Energetic Cosmic Rays May Start From Black Holes
November 10th, 2007 by adminThey are the zestiest bits of matter in the universe. They can zing through space for millions of years at essentially the speed of light and with 100 million times the energy produced by the biggest particle accelerators on the earth, before crashing occasionally into Earth’s atmosphere and dying in a spray of microscopic fluff.
Since these ultrahigh-energy cosmic rays, as they are known, were first glimpsed in 1963, physicists and astronomers have scratched their heads wondering where they came from and what gargantuan process could produce such energies — wondering, even, if they were real.

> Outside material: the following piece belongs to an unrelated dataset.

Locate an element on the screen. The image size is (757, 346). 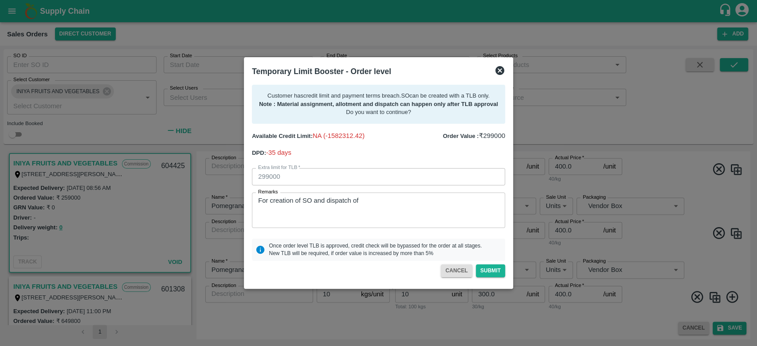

Now 370 scientists and engineers from 17 countries in a group known as the Pierre Auger Collaboration say they finally have evidence of a fitting answer: supermassive black holes that rumble at the hearts of many galaxies, crushing stars and gas out of existence and spewing jets of radiation and subatomic particles into intergalactic space.
Using a new array of cosmic ray detectors known as the Pierre Auger Observatory, which is spread over an area the size of Rhode Island near Malargüe, in the pampas of Argentina, the scientists traced some of the highest-energy cosmic rays back to the vicinities of nearby galaxies bubbling with black hole fireworks, so-called active galaxies.